Advisors Need To Communicate Their Value To Younger Investors Hot
According to new research from Cogent, members of Generation X are less satisfied with their advisors than any of their predecessors.
Only 42% are happy with existing advisory relationships and a full 51% would be willing to switch.
The fact is that these people watched their self-directed friends capture 28% returns last year while their own accounts earned them maybe 11% -- and the difference bothers them.
Cogent theorizes that these assets are being managed as though their 30- to 45-year-old owners are actually much older, and so the portfolios are more conservative than necessary.
But it's the usual story. Younger self-directed investors are apparently getting those big returns by being overweight equities.
That's not a strategy that can outperform if stocks go south. But simply pontificating about the power of diversification isn't going to convince Generation X -- when confronted with the gap between 28% and 11% returns, advisors need to come up with hard numbers of their own.
Take that equity-rich portfolio and back-test it. How did it do in 2008-9? In 2000-2? Your younger clients remember these bear markets.

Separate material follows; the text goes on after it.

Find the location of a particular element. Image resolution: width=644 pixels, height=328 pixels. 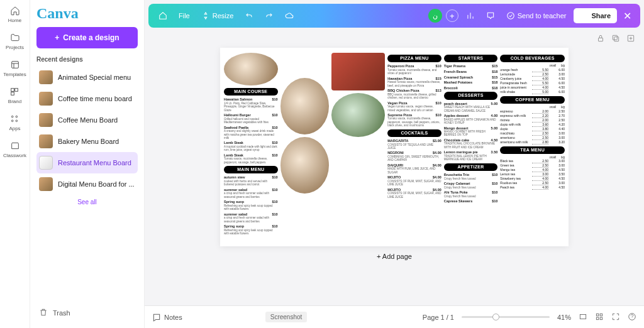

menu-item-desc: BAKED APPLES WITH CINNAMON AND HONEY SYR… is located at coordinates (471, 122).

Compare those numbers to what one of your portfolios would have delivered. Maybe both lost money, but which lost least?
This is important because Generation X is not a fringe advisory demographic any more. These people have 75% of the assets, on average, as their older counterparts -- and they now account for 20% of the affluent population.
Furthermore, if the advisory business is going to outlive the Boomers, it's got to keep evolving. Cogent didn't look at Generation Y or the "millennial" generation, presumably because they're so young.